In any common person’s visit to the cemetery or mausoleum, he or she is bound to witness this: a family walking along with the parents telling their children, “This is Grandma.” “This is Grandpa.” “I miss them so much.” “You would have loved them.”

It is the kind of exchange that leads the common person to wonder, what could be running through the children’s minds as they look at their grandparents’ grave?  If they are a little older, they will more or less understand the concept of death.  But what do they think of paying homage to a person they have never even met?

People who visit graves of relatives whom they had known like their mothers, fathers or grandparents come to remember the time they had spent together while the deceased were still alive.  They pray to spirits, whether they believe that these spirits come back on All Souls’ Day or that they are watching over the living from paradise.  They pray for the souls to rest in peace and their families remember them as they had been in life.

But for people who had never met their dearly departed, they imagine.  They picture what the deceased might have been like, based on stories from their parents or relatives who had been around to witness before the deceased had passed on.

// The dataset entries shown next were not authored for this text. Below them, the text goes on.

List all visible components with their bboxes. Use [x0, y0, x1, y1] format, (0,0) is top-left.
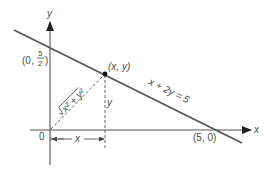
line-x-plus-2y-equals-5 — [14, 30, 242, 143]
x-axis-label: x — [253, 124, 260, 135]
y-intercept-label: (0, 5 2 ) — [22, 49, 48, 68]
vertical-dimension-label: y — [106, 97, 113, 108]
origin-label: 0 — [39, 131, 45, 142]
svg-text:2: 2 — [38, 59, 43, 68]
equation-label: x + 2y = 5 — [146, 75, 192, 105]
diagram-svg: y x 0 (0, 5 2 ) (5, 0) x + 2y = 5 x² + y… — [0, 0, 267, 170]
svg-text:x² + y²: x² + y² — [59, 86, 88, 115]
svg-text:x: x — [74, 133, 81, 144]
svg-text:5: 5 — [38, 49, 43, 58]
distance-label: x² + y² — [56, 86, 88, 118]
point-xy-label: (x, y) — [108, 61, 130, 72]
x-intercept-label: (5, 0) — [193, 132, 216, 143]
horizontal-dimension: x — [51, 133, 104, 144]
point-xy — [103, 72, 108, 77]
coordinate-diagram: y x 0 (0, 5 2 ) (5, 0) x + 2y = 5 x² + y… — [0, 0, 267, 170]
svg-text:): ) — [45, 55, 48, 66]
y-axis-label: y — [46, 8, 53, 19]
svg-text:(0,: (0, — [22, 55, 34, 66]
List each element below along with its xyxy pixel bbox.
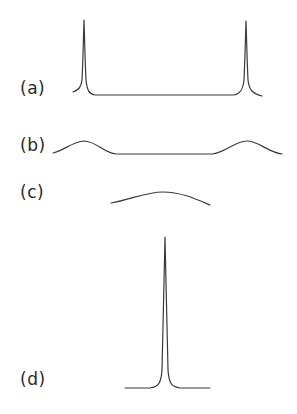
trace-c <box>111 192 210 205</box>
trace-b <box>53 141 282 154</box>
traces-canvas <box>0 0 297 414</box>
trace-a <box>73 20 262 96</box>
spectral-lineshape-figure: (a) (b) (c) (d) <box>0 0 297 414</box>
trace-d <box>125 237 210 388</box>
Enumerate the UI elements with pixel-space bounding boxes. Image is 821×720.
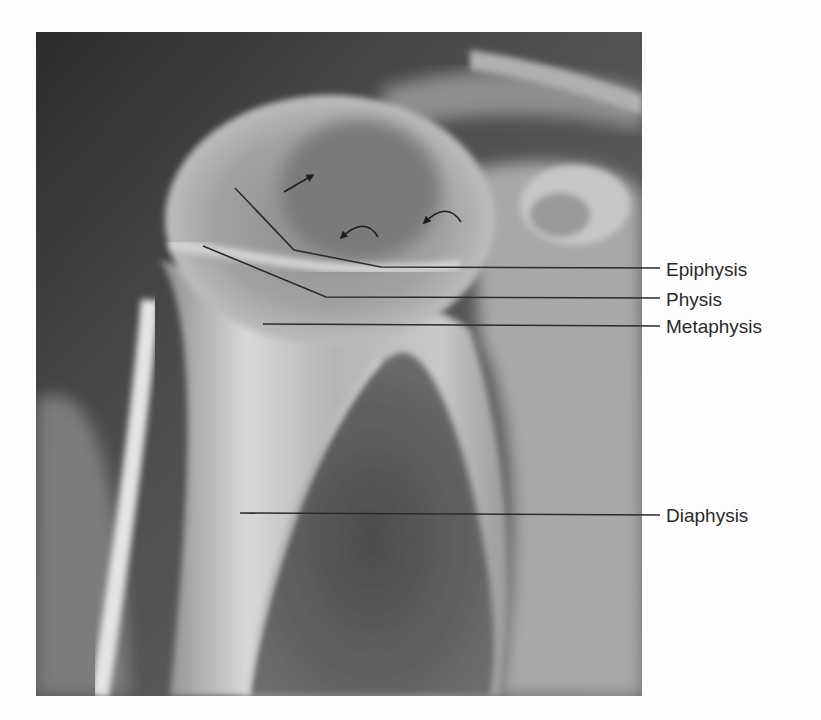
xray-image — [36, 32, 642, 696]
label-epiphysis: Epiphysis — [666, 260, 747, 279]
label-diaphysis: Diaphysis — [666, 506, 748, 525]
label-metaphysis: Metaphysis — [666, 317, 762, 336]
xray-figure — [0, 0, 821, 720]
label-physis: Physis — [666, 290, 722, 309]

In a way, these people bring spirits back to life just as much as those countries who celebrate the Day of the Dead do.  Some cultures celebrate with the dead at feasts – little children imagine dinners with the lolo they’ve never met.  Most of them offer flowers – kids and grown-ups place flowers on lola’s grave and imagine how pretty she was then.  At the end of the day when nearly everyone around the world places candles or lanterns to light the way home, people return to their daily lives, coming to terms with the deceased – guiding them back to where they belong.  The dead do come to life – at least in people’s imagination, where they can be as vibrant and as special as they want to be.

Undas is our country’s own tradition, but each person celebrates All Souls’ Day in another, more personal way.  Each person commemorates not so much the death of a loved one, but the life that the deceased had and might have lived.  People take this day to remember the dead and to appreciate the life that was left to them, life enriched by their dearly departed.

It’s no wonder that All Souls’ Day continues to be celebrated in as many ways the world can think of.  This day to commemorate the dead is more than important; it’s necessary – for them who have passed away, and for us who are still here.